Sunday, July 14, 2013

What the Zimmerman Case Tells Us about America

I have not followed the Zimmerman-Martin case with much interest, as media spectacles of these sorts generally bother me. But it has been impossible to ignore and the not guilty verdict rendered by the all-female, sex member jury yesterday certainly does give one pause. What, if anything, does it tell us about our legal system? How does it relate to larger debates on race and gun control? How does the case relate to masculinity? I will consider each of these in turn.

The first point to be made regards the rather troubling Florida laws that allowed for this decision in the first place. Florida has a very broad definition of self-defense and allows for deadly force in response to imminent threat. However, as with the Zimmerman case, it’s extremely hard to prove that someone was in imminent threat. Zimmerman’s lawyers claimed as much, but it seems telling that he wouldn’t take the stand in his own defense. The reality of the case, as summed up well in an op ed in the Miami Herald (Link), is that a man with a loaded gun saw a black teenager he thought was suspicious, called the police, was told not to pursue the teen, did so anyway, got into a confrontation with said youth and then shot him dead. Even if the teen was in fact threatening his life, which seems unlikely, none of this would have happened if he simply let the teen take his skittles home with him. If legal systems across the country adopted the stand your ground standard in Florida, I feel the country would soon feel like the wild wild west, with racial, class and even age profiling leading to even more senseless deaths than already occur in the U.S. each year because of our lax gun control laws.

This leads to the second point, about said gun control laws. Far too many innocent people are dying every year because of the ready access to weapons. I have made this point repeatedly on this blog and this is yet another example of the danger that exist in providing access to hand guns much less “assault” weapons. Given the power of the military and even police forces today, the old argument that we must remain armed to fight back government tyranny is absolutely absurd, coupled with the fact that largely peaceful revolts by people across the Middle East have sprouted democracy from the ashes of dictatorship. Gun control makes sense to everyone except the NRA, the corporate interests that back them and conservative pundits who need ammunition to keep their audiences angry and buying their ghost written books, redundant, hate-filled podcasts, rabble rousing t-shirts, patriotic hats and other Fox-bling bullshit.

The question of race is clearly at the heart of the matter. To put it simply, if we reversed roles, it is hard to believe the discourse and media framing surrounding the case would have been the same. Let’s just consider the alternative scenario for a moment. There have been several robberies in a working class black community over the past year and several men decide to start a neighborhood watch. A white teenager buys some skittles at a local 711 and decides to walk through said neighborhood on his way home. A black kid, who is a little scrawny and has been mugged in the past, sees the white kid and thinks he is suspicious. He approaches the white kid, who confronts him and a scuffle ensues. In the scuffle, the black man, who is armed, shoots the white kid in self-defense. Now, is there any chance that black man would get off? Would Fox News dedicate most of its “news” programming to defending the black man for months on end? Would people question the white teenagers background and conclude that he presented an imminent threat to the black man? Enough said on this point, I think.

Finally is the question of masculinity, which has been largely ignored in this trial. The emasculation of the American male has arguably been occurring for over a century, often indirectly reflected in popular culture from superhero comic books and films to Film Noir to Action Films and American Dream fare like Rocky (is it an accident the Italian Stallion beats a black man named “Apollo Creed” who is rich, successful, brash and wears an American flag during the fight?). Since the conservative revolution of Reagan, and maybe even earlier (look for example at King Kong, where a big ape is brought to America in chains on a boat from a far off island, serves as a slave to American consumers, breaks free, falls in love with a white woman and ultimately dies (“twas beauty that killed the beast”)), the restoration of masculinity lost by the white working class male in the 70s has been placed at the doorstep of affirmative action. Even as the claims of reverse racism are often absurd, they continue to dominate the conservative media landscape and political scene. Zimmerman was framed as a “soft” man who had failed to realize his dreams of a military or law enforcement career, a short, stocky guy who feared for his life against a young, MMA-trained black man who seemed steeped in that lost masculinity. But is it surprising that a young black male pursued by a Latino male on his way back from the store would confront that man? Is a teenager really to blame for a show of masculinity in the face of what appeared to be racial profiling? Are the challenges to masculinity brought on by the success of feminism and changing nature of what it means to be a man and a woman really the foundation for justifiable homicide? These are questions that should have been a larger part of the debate, rather than tired old racial stereotypes and notions of justifiable use of guns.


In the end, an unarmed black teenager was shot by a half-white, half-Latino man with a gun, who had pursued that black teenager for no other reason than his race. No one except George Zimmerman knows what happened that night, but do we really want to live in a society where that is acceptable?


§ Work required
Looking through the records that follow, determine how many lines contain "group" and reply with that number alone.

§ Figure collection entries

-=-=-

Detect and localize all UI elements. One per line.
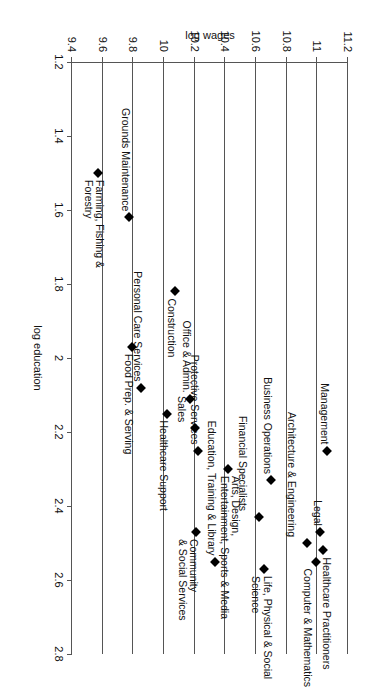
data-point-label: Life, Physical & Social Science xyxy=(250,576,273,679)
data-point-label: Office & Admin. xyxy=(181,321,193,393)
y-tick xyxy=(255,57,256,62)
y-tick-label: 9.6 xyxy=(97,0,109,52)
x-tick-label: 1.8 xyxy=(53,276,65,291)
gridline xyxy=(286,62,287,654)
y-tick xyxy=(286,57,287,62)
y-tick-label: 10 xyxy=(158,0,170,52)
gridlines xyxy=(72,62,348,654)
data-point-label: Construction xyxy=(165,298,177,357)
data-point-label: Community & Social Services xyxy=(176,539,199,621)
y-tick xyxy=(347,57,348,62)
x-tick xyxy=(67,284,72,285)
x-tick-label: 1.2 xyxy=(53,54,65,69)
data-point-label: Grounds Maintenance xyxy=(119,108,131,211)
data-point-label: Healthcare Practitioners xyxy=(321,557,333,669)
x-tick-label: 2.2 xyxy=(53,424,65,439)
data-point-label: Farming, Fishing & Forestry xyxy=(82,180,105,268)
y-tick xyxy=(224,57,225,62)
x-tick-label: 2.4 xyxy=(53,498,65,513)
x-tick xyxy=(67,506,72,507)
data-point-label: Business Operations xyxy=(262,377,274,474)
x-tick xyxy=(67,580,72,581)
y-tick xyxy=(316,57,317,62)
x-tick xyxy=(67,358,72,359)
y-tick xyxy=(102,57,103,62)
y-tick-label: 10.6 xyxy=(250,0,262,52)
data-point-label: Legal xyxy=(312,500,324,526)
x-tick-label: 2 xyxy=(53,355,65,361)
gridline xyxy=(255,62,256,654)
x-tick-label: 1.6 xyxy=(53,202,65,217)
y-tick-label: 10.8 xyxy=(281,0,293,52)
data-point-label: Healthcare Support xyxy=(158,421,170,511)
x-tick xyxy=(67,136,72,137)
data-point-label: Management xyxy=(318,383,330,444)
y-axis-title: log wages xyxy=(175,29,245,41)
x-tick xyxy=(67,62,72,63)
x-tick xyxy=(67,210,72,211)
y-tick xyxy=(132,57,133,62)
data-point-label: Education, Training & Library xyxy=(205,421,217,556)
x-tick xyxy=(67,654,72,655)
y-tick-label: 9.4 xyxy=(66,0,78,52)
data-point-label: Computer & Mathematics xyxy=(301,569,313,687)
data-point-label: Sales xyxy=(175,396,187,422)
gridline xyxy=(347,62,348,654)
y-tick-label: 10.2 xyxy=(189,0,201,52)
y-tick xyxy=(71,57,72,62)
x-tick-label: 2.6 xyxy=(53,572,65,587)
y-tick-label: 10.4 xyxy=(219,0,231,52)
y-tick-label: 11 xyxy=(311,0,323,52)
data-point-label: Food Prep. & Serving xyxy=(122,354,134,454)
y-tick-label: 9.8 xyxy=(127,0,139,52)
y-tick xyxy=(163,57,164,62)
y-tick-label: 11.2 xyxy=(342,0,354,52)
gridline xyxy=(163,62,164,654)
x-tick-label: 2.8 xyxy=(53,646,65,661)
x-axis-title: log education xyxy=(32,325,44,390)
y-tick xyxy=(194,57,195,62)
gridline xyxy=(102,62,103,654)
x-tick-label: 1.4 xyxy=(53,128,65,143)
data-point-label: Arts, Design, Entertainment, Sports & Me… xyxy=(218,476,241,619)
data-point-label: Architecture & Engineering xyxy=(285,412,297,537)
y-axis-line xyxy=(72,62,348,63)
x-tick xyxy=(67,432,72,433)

-=-=-

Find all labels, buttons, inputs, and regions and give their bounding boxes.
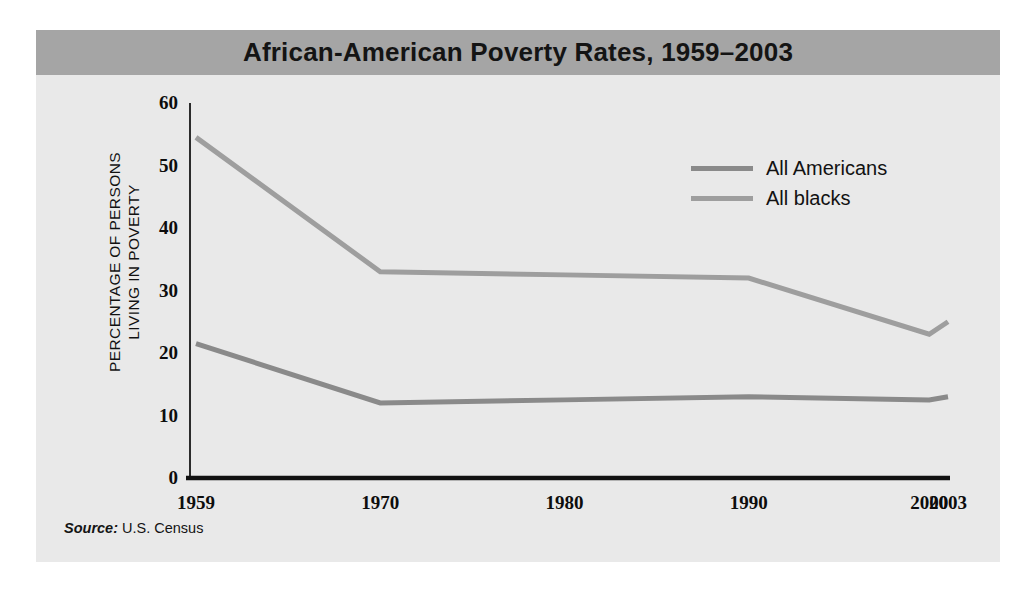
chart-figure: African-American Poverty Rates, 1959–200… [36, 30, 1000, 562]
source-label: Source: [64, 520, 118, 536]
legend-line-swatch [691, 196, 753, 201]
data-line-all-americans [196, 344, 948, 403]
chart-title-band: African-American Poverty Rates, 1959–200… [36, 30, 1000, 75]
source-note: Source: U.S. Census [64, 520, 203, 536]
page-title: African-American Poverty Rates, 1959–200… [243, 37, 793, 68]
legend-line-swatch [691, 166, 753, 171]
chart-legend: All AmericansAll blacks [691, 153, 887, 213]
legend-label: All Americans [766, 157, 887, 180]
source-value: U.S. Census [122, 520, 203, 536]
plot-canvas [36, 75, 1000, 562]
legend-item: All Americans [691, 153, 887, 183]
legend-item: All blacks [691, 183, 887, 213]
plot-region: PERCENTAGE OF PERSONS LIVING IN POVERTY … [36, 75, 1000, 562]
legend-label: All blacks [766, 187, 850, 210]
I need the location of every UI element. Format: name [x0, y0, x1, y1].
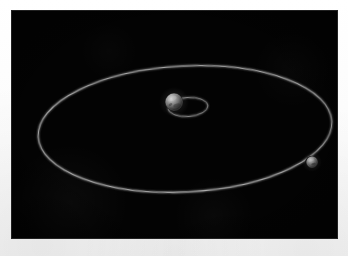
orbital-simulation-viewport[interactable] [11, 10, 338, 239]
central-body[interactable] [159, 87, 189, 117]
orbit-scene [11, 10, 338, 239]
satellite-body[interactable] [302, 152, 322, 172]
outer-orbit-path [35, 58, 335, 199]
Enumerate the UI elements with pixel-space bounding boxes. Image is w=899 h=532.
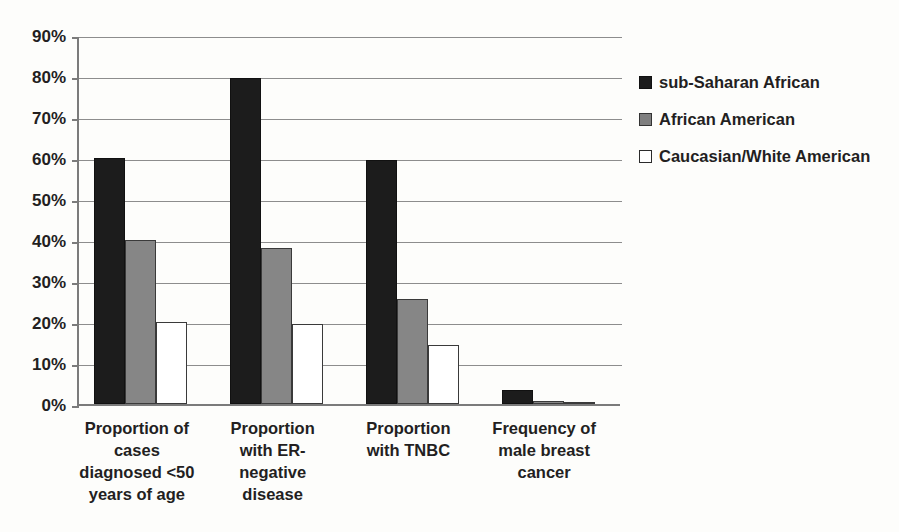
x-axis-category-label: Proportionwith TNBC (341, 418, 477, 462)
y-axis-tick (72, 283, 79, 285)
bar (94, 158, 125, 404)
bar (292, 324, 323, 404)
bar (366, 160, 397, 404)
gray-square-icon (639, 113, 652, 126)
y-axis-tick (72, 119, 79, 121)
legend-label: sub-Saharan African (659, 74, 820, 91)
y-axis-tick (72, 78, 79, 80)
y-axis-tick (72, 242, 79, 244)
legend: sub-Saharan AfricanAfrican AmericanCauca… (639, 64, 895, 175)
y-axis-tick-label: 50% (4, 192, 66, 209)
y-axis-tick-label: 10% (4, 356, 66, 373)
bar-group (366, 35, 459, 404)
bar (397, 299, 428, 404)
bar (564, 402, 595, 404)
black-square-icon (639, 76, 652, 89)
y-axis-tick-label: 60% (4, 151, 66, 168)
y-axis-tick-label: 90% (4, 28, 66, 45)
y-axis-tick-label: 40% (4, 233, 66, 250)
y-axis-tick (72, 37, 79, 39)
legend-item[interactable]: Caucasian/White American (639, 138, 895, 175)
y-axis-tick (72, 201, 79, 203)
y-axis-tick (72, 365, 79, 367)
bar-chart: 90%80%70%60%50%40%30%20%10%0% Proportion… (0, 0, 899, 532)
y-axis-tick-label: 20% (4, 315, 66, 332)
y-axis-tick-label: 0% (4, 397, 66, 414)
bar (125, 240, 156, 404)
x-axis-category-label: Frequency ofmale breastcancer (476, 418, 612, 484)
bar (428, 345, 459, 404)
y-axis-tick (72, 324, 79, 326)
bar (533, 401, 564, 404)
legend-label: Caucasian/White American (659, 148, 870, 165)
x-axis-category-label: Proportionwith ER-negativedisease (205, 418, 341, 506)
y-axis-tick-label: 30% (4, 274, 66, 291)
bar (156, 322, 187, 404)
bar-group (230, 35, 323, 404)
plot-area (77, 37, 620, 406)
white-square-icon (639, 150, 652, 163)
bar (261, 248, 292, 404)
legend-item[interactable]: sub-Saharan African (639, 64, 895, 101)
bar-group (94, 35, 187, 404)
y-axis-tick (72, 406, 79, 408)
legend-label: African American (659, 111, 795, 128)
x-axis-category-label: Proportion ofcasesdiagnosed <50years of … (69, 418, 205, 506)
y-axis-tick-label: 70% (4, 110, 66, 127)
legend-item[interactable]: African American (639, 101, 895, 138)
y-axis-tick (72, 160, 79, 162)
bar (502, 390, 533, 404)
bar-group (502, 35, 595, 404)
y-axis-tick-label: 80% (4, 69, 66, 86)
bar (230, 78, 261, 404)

-=-=-

§ Answer box
4